ONE day he was due to be married, the next he was buried, killed by a spurned love rival.
Former RAF sergeant Uriah 'Hughie' Jones was kissing his future wife goodnight at her parents' home when he was blasted through a window by drunken Percy Brownsea who claimed he only intended to frighten the couple and not harm them.
Jones, 29, died from head and neck injuries and was buried five days later at Hollybrook Cemetery, Southampton.
The 27-year-old woodcutter was charged with murder, prosecutor Ewen Montagu submitting at his trial at Hampshire Assizes: "This was a deliberate shooting motivated by the blind jealousy of a man who had been thrown over after a long and passionate love affair."
Beatrice Sheen, who suffered facial injuries in the blast, was the woman at the centre of the tragedy which rocked the tiny community in which she and her one-time lover dwelt.
Brownsea lived about 20 minutes walk away from her converted army hut home and they had known each other since from 1943. They became lovers and she wrote a series of passionate letters to him, one declaring: "My dearest darling and loving husband-to-be."
He proposed with an engagement ring and she readily accepted but within weeks by October 1946, her ardour had cooled. She sold the ring because he would not take it back and gave him the cash.
Sheen had fallen for Jones who, after the war, ran a flourishing sand and gravel business in Southampton. Friendship ripened into love and they spent Christmas with his family talking excitedly of their plans, unaware the increasingly embittered Brownsea had borrowed a .410 shotgun and cartridges on the pretext he was going rabbit shooting.
That fateful New Year's Eve, he wrote two letters to Sheen, pleading to see her in the desperate hope they could be reconciled. She agreed but firmly told him she was in love with Jones and would marry him the following day. Remarkably, he kept his feelings to himself because he later joined the couple at a pub where locals remembered the atmosphere was friendly as they amicably chatted.
At closing time, Jones even drove Brownsea home before returning to Breen's home in the hamlet of Sixpenny Handley, Dorset, where they discussed the final wedding arrangements, as Brownsea's mood darkened. Armed with the shotgun, he walked up her drive and clambered onto a five-foot high bank behind the house where he could peer through the windows.
What then happened was described by E G Robey who was appearing for the Director of Public Prosecutions at the committal proceedings: "They had put an arm around each other to say goodnight and as their lips met, the deceased received no less than 68 pellets to the right hand side of his neck and head which killed him almost instantly. Miss Sheen suffered nine scattered wounds to the right side of her face."
Family and friends quickly arrived at the scene but there was nothing they could do to save Jones. Instead, they vainly searched for Brownsea. However, within hours, police arrested him and recovered the shotgun.
Before being charged with murder, he told detectives: "I had a lot of beer and was not sober. I decided to go for a walk and took the gun with me. I walked to within five yards of Miss Sheen's house and stood on the bank. The lights were on but I didn't see anyone in the house. Not being sober, I put the gun to fire through both windows, not intending to harm but frighten them, and I fired the gun. I walked back the same way I had come. I am sorry. I didn't mean to hurt anyone as we were pals."
But Robey suddenly produced the motive for murder - a letter he had written to Jones in which he accused Sheen of dumping him because he had a lorry, a house and money. Citing jealousy, Robey submitted: "His fire was held until the psychological moment when these people were kissing each other goodnight."
Sheen told magistrates Brownsea had tried "to make up with her" half a dozen times after she had told him she was in love with Jones. Of the shooting, she recalled: ""We were kissing and the next thing I knew we were hit by something. We both rolled onto the floor. I can remember, as his head hit me in the chest, he said 'Oh dear, Beat.' Hughie did not move again."
At his trial the following March, Brownsea reiterated he had accidentally killed Jones, telling the court Sheen had lied to him about the forthcoming wedding when he saw her a few hours before the shooting. "She told me 'For your information, I am not going to marry Hughie or anyone else."
That evening, she had boasted to him no one could frighten her. "So, in my drunken humour, I went up the garden path to the bank at the back of the house. As soon as I got there, I turned and saw no one in the house and I fired through both windows. I suddenly realised I had done something foolish and went straight home."
Jurors retired for less than an hour before acquitting him of murder but convicting him of manslaughter.
Jailing him for seven years, the judge told him: "You took a lethal weapon to a house where you knew there were human beings and you fired the gun into the room where you had every reason you expected them to be. The result was that you wounded one and killed the other."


EXERCISE DIRECTIONS:
Drop the pictures from the entries below, then reproduce the rest exactly.

____ SUPPLIED INFORMATION

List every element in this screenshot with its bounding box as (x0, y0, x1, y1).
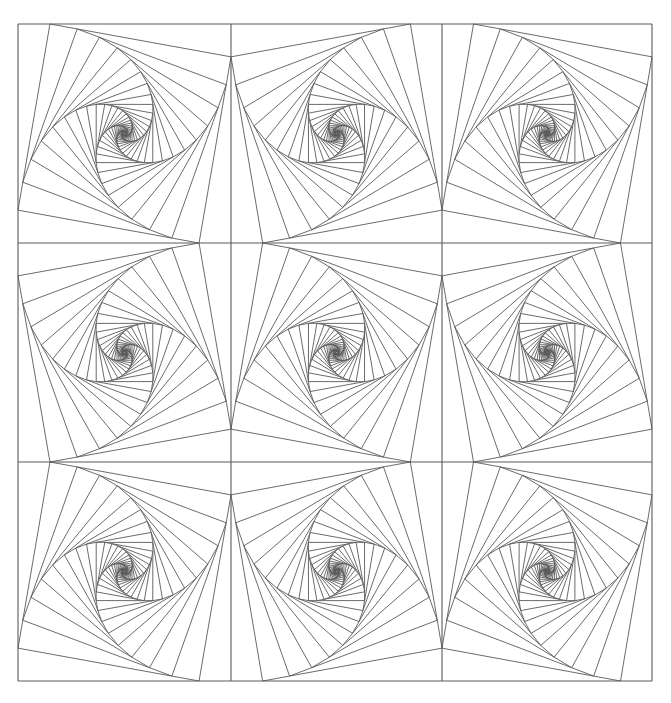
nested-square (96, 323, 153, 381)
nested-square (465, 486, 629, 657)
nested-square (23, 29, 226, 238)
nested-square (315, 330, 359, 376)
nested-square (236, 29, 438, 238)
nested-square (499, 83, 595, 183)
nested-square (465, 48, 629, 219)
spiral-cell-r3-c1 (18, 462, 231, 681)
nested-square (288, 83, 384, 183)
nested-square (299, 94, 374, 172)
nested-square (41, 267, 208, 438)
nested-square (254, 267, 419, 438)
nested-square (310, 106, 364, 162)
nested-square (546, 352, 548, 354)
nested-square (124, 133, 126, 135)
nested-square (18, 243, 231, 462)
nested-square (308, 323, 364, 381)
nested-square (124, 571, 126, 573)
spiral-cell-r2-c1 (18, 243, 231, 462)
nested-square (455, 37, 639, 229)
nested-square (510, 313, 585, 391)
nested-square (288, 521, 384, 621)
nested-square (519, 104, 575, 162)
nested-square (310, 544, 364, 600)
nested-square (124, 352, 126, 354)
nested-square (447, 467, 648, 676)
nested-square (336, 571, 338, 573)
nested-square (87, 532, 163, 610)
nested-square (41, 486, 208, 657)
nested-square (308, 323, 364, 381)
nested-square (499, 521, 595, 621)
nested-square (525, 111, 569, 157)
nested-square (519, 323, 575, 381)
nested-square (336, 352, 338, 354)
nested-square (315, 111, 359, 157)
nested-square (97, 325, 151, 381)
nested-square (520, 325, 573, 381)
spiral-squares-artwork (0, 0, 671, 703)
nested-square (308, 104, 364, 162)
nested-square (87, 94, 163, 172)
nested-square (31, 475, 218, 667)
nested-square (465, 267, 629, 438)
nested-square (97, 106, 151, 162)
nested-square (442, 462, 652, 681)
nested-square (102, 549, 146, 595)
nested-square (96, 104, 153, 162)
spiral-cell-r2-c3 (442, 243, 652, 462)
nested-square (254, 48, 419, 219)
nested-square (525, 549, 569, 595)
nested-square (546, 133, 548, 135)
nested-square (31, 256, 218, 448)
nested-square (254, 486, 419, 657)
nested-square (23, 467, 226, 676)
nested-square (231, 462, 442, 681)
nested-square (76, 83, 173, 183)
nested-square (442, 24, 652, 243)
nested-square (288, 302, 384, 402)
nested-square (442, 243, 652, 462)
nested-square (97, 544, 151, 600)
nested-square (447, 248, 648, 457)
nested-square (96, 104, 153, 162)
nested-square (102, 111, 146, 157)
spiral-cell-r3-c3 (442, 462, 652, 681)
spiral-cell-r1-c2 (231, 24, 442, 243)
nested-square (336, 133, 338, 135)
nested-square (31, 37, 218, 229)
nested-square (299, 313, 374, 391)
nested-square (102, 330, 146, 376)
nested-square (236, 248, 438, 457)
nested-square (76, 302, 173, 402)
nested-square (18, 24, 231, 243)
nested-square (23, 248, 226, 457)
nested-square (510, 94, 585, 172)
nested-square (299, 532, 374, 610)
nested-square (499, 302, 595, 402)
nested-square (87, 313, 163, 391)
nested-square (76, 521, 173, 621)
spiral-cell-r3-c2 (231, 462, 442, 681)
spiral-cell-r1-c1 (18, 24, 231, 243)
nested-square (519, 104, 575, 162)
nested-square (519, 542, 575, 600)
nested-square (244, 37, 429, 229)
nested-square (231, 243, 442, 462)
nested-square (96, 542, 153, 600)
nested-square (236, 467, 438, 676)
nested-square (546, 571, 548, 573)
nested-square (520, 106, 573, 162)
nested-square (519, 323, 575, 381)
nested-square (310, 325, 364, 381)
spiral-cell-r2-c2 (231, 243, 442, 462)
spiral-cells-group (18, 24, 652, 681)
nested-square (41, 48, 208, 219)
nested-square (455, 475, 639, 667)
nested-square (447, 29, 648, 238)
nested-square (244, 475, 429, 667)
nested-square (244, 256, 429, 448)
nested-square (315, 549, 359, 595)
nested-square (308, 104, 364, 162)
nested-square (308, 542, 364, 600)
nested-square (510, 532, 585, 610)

________

OUTPUT OF THE TASK:
List every element in this screenshot with its bounding box as (x0, y0, x1, y1).
nested-square (96, 323, 153, 381)
nested-square (465, 486, 629, 657)
nested-square (23, 29, 226, 238)
nested-square (315, 330, 359, 376)
nested-square (236, 29, 438, 238)
nested-square (499, 83, 595, 183)
nested-square (465, 48, 629, 219)
spiral-cell-r3-c1 (18, 462, 231, 681)
nested-square (288, 83, 384, 183)
nested-square (299, 94, 374, 172)
nested-square (41, 267, 208, 438)
nested-square (254, 267, 419, 438)
nested-square (310, 106, 364, 162)
nested-square (546, 352, 548, 354)
nested-square (124, 133, 126, 135)
nested-square (18, 243, 231, 462)
nested-square (308, 323, 364, 381)
nested-square (124, 571, 126, 573)
spiral-cell-r2-c1 (18, 243, 231, 462)
nested-square (455, 37, 639, 229)
nested-square (510, 313, 585, 391)
nested-square (288, 521, 384, 621)
nested-square (519, 104, 575, 162)
nested-square (310, 544, 364, 600)
nested-square (124, 352, 126, 354)
nested-square (447, 467, 648, 676)
nested-square (336, 571, 338, 573)
nested-square (87, 532, 163, 610)
nested-square (41, 486, 208, 657)
nested-square (308, 323, 364, 381)
nested-square (499, 521, 595, 621)
nested-square (525, 111, 569, 157)
nested-square (519, 323, 575, 381)
nested-square (336, 352, 338, 354)
nested-square (315, 111, 359, 157)
nested-square (97, 325, 151, 381)
nested-square (520, 325, 573, 381)
spiral-squares-artwork (0, 0, 671, 703)
nested-square (308, 104, 364, 162)
nested-square (87, 94, 163, 172)
nested-square (31, 475, 218, 667)
nested-square (465, 267, 629, 438)
nested-square (97, 106, 151, 162)
nested-square (442, 462, 652, 681)
nested-square (102, 549, 146, 595)
nested-square (96, 104, 153, 162)
spiral-cell-r2-c3 (442, 243, 652, 462)
nested-square (254, 48, 419, 219)
nested-square (525, 549, 569, 595)
nested-square (546, 133, 548, 135)
nested-square (31, 256, 218, 448)
nested-square (254, 486, 419, 657)
nested-square (23, 467, 226, 676)
nested-square (231, 462, 442, 681)
nested-square (76, 83, 173, 183)
nested-square (442, 24, 652, 243)
nested-square (288, 302, 384, 402)
nested-square (442, 243, 652, 462)
nested-square (97, 544, 151, 600)
nested-square (447, 248, 648, 457)
nested-square (96, 104, 153, 162)
nested-square (102, 111, 146, 157)
spiral-cell-r3-c3 (442, 462, 652, 681)
spiral-cell-r1-c2 (231, 24, 442, 243)
nested-square (336, 133, 338, 135)
nested-square (31, 37, 218, 229)
nested-square (299, 313, 374, 391)
nested-square (102, 330, 146, 376)
nested-square (236, 248, 438, 457)
nested-square (76, 302, 173, 402)
nested-square (18, 24, 231, 243)
nested-square (23, 248, 226, 457)
nested-square (510, 94, 585, 172)
nested-square (299, 532, 374, 610)
nested-square (499, 302, 595, 402)
nested-square (87, 313, 163, 391)
nested-square (76, 521, 173, 621)
spiral-cell-r3-c2 (231, 462, 442, 681)
spiral-cell-r1-c1 (18, 24, 231, 243)
nested-square (519, 104, 575, 162)
nested-square (519, 542, 575, 600)
nested-square (244, 37, 429, 229)
nested-square (231, 243, 442, 462)
nested-square (96, 542, 153, 600)
nested-square (236, 467, 438, 676)
nested-square (546, 571, 548, 573)
nested-square (520, 106, 573, 162)
nested-square (519, 323, 575, 381)
nested-square (310, 325, 364, 381)
spiral-cell-r2-c2 (231, 243, 442, 462)
spiral-cells-group (18, 24, 652, 681)
nested-square (41, 48, 208, 219)
nested-square (455, 475, 639, 667)
nested-square (447, 29, 648, 238)
nested-square (244, 475, 429, 667)
nested-square (244, 256, 429, 448)
nested-square (315, 549, 359, 595)
nested-square (308, 104, 364, 162)
nested-square (308, 542, 364, 600)
nested-square (510, 532, 585, 610)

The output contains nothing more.